How We Verify Schools

Schools matched through Get CDL Texas are verified to be listed on the FMCSA Training Provider Registry at the time of partnership activation. This is the federal registry used for Entry-Level Driver Training providers in the United States.

We do not:

  • Audit instructional quality
  • Conduct on-site inspections of training facilities or fleet
  • Independently verify first-attempt skills test pass rates
  • Independently verify student-to-truck ratios
  • Guarantee admission, tuition pricing, financing terms, or job placement outcomes

Before enrolling, students should independently verify each school’s current FMCSA TPR listing, the state-specific licensing or testing requirements that apply to their license path, total all-in cost in writing, schedule fit, and any specific program claims that matter to them. We provide guidance on how to do this on our best CDL schools in Texas guide.

How We Update Pages

We review pages on at least a 90-day cadence. We update pages off-cycle when material changes occur, including:

  • Regulatory updates from Texas DPS or FMCSA
  • Federal ELDT or licensing rule changes
  • School closings, openings, or material program changes confirmed in writing
  • Tuition or schedule changes confirmed on a school’s own program page
  • FMCSA TPR listing changes for partner schools
  • New BLS wage data for Texas heavy and tractor-trailer drivers

We update lastmod in our sitemap and dateModified in page schema only when content materially changes. We do not bump these values for inbound link changes, footer template updates, or whitespace edits. Dated “last reviewed” stamps on individual guides reflect the date the guide’s content was last verified, not the deploy date of an unrelated edit.

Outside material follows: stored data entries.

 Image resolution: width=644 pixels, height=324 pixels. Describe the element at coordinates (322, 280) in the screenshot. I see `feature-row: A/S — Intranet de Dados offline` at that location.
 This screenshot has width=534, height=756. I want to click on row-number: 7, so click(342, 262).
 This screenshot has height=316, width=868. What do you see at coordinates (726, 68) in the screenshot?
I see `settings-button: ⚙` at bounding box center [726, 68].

Compensation and Editorial Independence

Get CDL Texas may be compensated by partner schools when a student enrolls through our matching service. Our compensation model is described in full in our advertising disclosure.

Compensation does not buy higher placement in our editorial content. Schools we mention by name in our best-schools and comparison guides are mentioned because they are well-known options in the relevant Texas metro — community colleges, established private schools, or carriers with public company-sponsored training programs — regardless of whether they are partners. When we name a school, we link to the school’s own program page so readers can evaluate the source directly.

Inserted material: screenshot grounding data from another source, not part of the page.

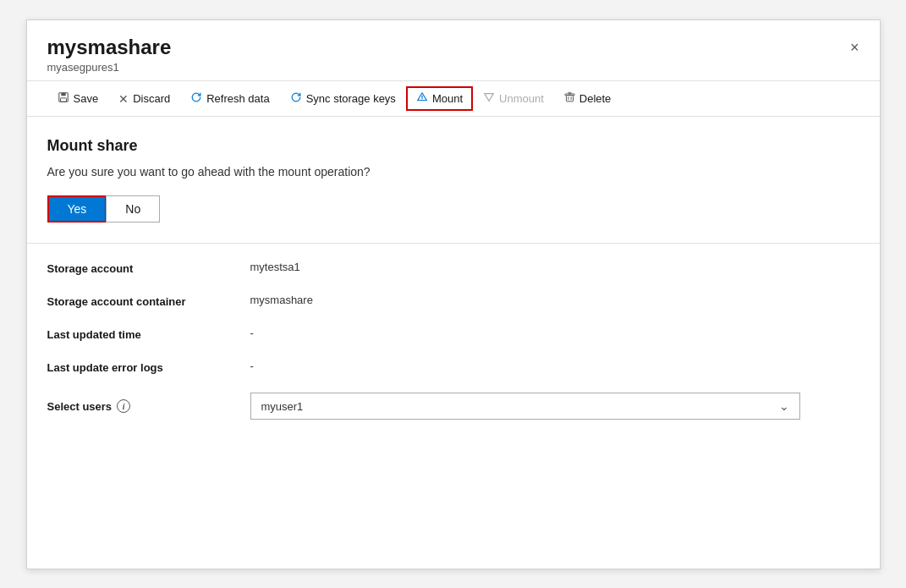 The height and width of the screenshot is (588, 906). Describe the element at coordinates (453, 267) in the screenshot. I see `storage-account-row: Storage account mytestsa1` at that location.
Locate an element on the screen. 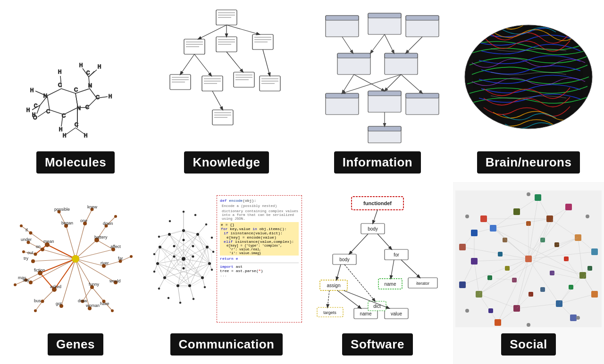 The height and width of the screenshot is (364, 604). svg-text: asked is located at coordinates (56, 287).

We do not publish reviews, ratings, or aggregate scores. We do not pay for testimonials. We do not publish content marked as editorial that has been written or edited by a partner school.

Corrections

If you find an error on any Get CDL Texas page — an out-of-date regulation, an incorrect tuition range, a closed school still listed, a broken link, anything — email us at info@getcdltexas.com. We review reported material errors promptly and aim to correct verified material errors within 7 business days, then update the page’s dateModified to reflect the correction.

If a correction changes a substantive claim, we note the correction at the bottom of the page along with the date.

Last reviewed: May 2026.

This editorial policy is reviewed annually and updated when our sourcing, verification, or update standards change. Material changes are reflected in the lastmod value for this page in our sitemap.